Martin was casually dressed in a charcoal lambswool V-neck and lived-in jeans. His particular clothes fetish was the wearing of impeccable leather shoes, polished like a car to a waxed gloss. Jim checked for the reassuring characteristic in his supervisor; a man who was so consistently private that he had never succeeded once in penetrating his defences. They had never drunk together or met each other off campus.
Jim was still nervous from the morning’s events and kept on feeling his mind go blank. He was terrified of losing his natural eloquence at a time when he most needed it. He didn’t want to concede territory to Martin and knew that he had it in him to hold his own. He was starting to experience the hot flushes he dreaded, and for a moment the room seemed to up-end like it had somersaulted.
Martin seemed not to have noticed. He was busy switching attention from the database he had been surfing and confronted Jim with the fazed look of someone going through the motions of returning to real time.
‘How’s Heliogabalus?’ Martin asked, telescoping Jim and his subject into one character. ‘It’s the first time in my experience anyone has chosen to write about him. I’m looking forward to your dissertation.’
‘I’m still struggling with the concept of separating fact from fiction,’ Jim said, conscious as he spoke of the selective faculty he brought to language when addressing his tutor.

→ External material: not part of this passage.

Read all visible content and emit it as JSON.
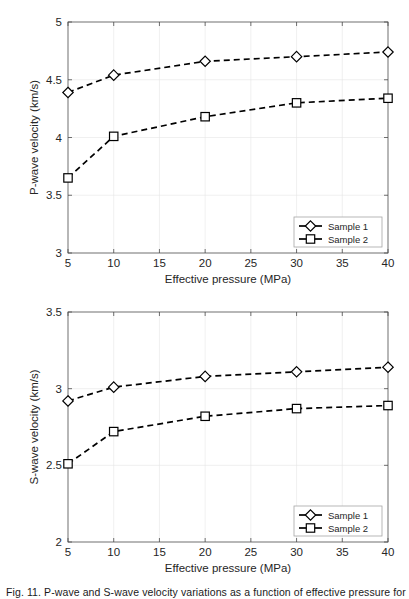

‘I think we have in part to dispense with the reliability of sources in your case,’ Martin said. ‘Whether, for instance, the Augustan History was the work of a single writer or a number of biographers is more the subject of bibliography. Much of the controversy surrounding Heliogabalus’ life comes from faked documents anyhow.’
‘That’s my problem,’ Jim said. ‘I need you to tell me what licence I have to recreate Heliogabalus in contemporary terms. What matters to me is making him live now. My sources are too sketchy for me to lean on historical fact.’

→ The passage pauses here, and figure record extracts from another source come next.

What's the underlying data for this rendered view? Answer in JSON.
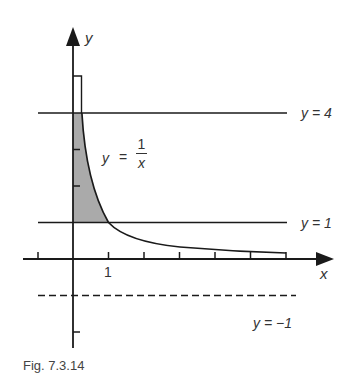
{
  "figure": {
    "caption": "Fig. 7.3.14",
    "axis_labels": {
      "x": "x",
      "y": "y"
    },
    "tick_label_x1": "1",
    "curve_label": {
      "lhs": "y",
      "eq": "=",
      "numerator": "1",
      "denominator": "x"
    },
    "line_labels": {
      "y4": "y = 4",
      "y1": "y = 1",
      "ym1": "y = −1"
    },
    "colors": {
      "ink": "#1a1a1a",
      "shade": "#aaaaaa",
      "label": "#333333"
    },
    "lines": [
      {
        "name": "y=4",
        "y": 4,
        "style": "solid"
      },
      {
        "name": "y=1",
        "y": 1,
        "style": "solid"
      },
      {
        "name": "y=-1",
        "y": -1,
        "style": "dashed"
      }
    ],
    "curve": "y = 1/x",
    "shaded_region": "between y-axis, y = 1/x, y = 1 and y = 4",
    "x_ticks": [
      -1,
      1,
      2,
      3,
      4,
      5,
      6
    ],
    "y_ticks": [
      2,
      3,
      -2
    ]
  }
}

‘I’ve no objection to your partially inventing history,’ Martin replied. ‘I’m all for students being original. What I don’t want is a purely psychological thesis. One that uses Heliogabalus as the baseline for a case history.’
‘Part of my work will, of course, be gender-based,’ Jim said. ‘There seems little doubt that his enemies were provoked by the fact that he was so openly gay.’
Martin laughed. ‘No objections. If we’re to believe Lampridius, then Heliogabalus was the first – probably the only – Roman emperor openly to discuss the possibilty having a sex-change. This opens up a fascinating area of study that I hope you’ll explore. I think you’ll find Nero had similar tendencies, or at least he transferred them to his male lovers.’
‘Yes, to Sporus, wasn’t it? I’m glad you see this as a rich area of research. Although I think I’m right in saying there’s a pathology attached to Nero, which is not the case with Heliogabalus.’
‘I think so, most certainly,’ Martin replied. ‘Nero turned by degrees into a psychopath, committing one crime to cover for another. There’s certainly no evidence that Heliogabalus shared this tendency. But I’m still curious as to why you should choose such an obscure emperor as the subject for your dissertation.’
‘Empathy,’ Jim laughed. ‘But also the desire to rehabilitate him to history. He’s in many ways the emperor who has gone missing. It’s like he’s been sucked into a hole in the middle of the galaxy.’
‘There’s also the question of ritual,’ Martin added. ‘What for instance did his cult worship, other than the sun? Nobody’s ever made it clear, at least not in the way that we know about constituents of Mithraism or the rites conducted as part of the Elysian mysteries. I’d like you to tell me something about the cult of Elagabal. Allusions to it are few, but it shouldn’t be too hard to reconstruct.’
‘What we do know’, Jim said, feeling his assertiveness return, ‘is that he sacrificed animals in his temple and also underwent the taurobolium. There’s also an allusion to him having celebrated the rites of Salambo and if I recall correctly a reference somewhere to him throwing animals off a high tower as part of some ritual.’
‘Good,’ Martin said. ‘I’m sure if you follow your sources you’ll hit on the right trail. It’s an area in which I’m particularly interested. And what about his three marriages? They were surely organized around motives of religion –’
‘Perhaps, but there were other reasons. I think his first marriage to Julia Paula was undoubtedly dominated by the feeling he should marry into the Roman aristocracy. It seems to have been an attempt on his part to infiltrate the patrician classes.’
‘You mean because he himself was a foreigner?’
‘Precisely. He had no kudos in Rome other than a tenuous claim to be an Antonine.’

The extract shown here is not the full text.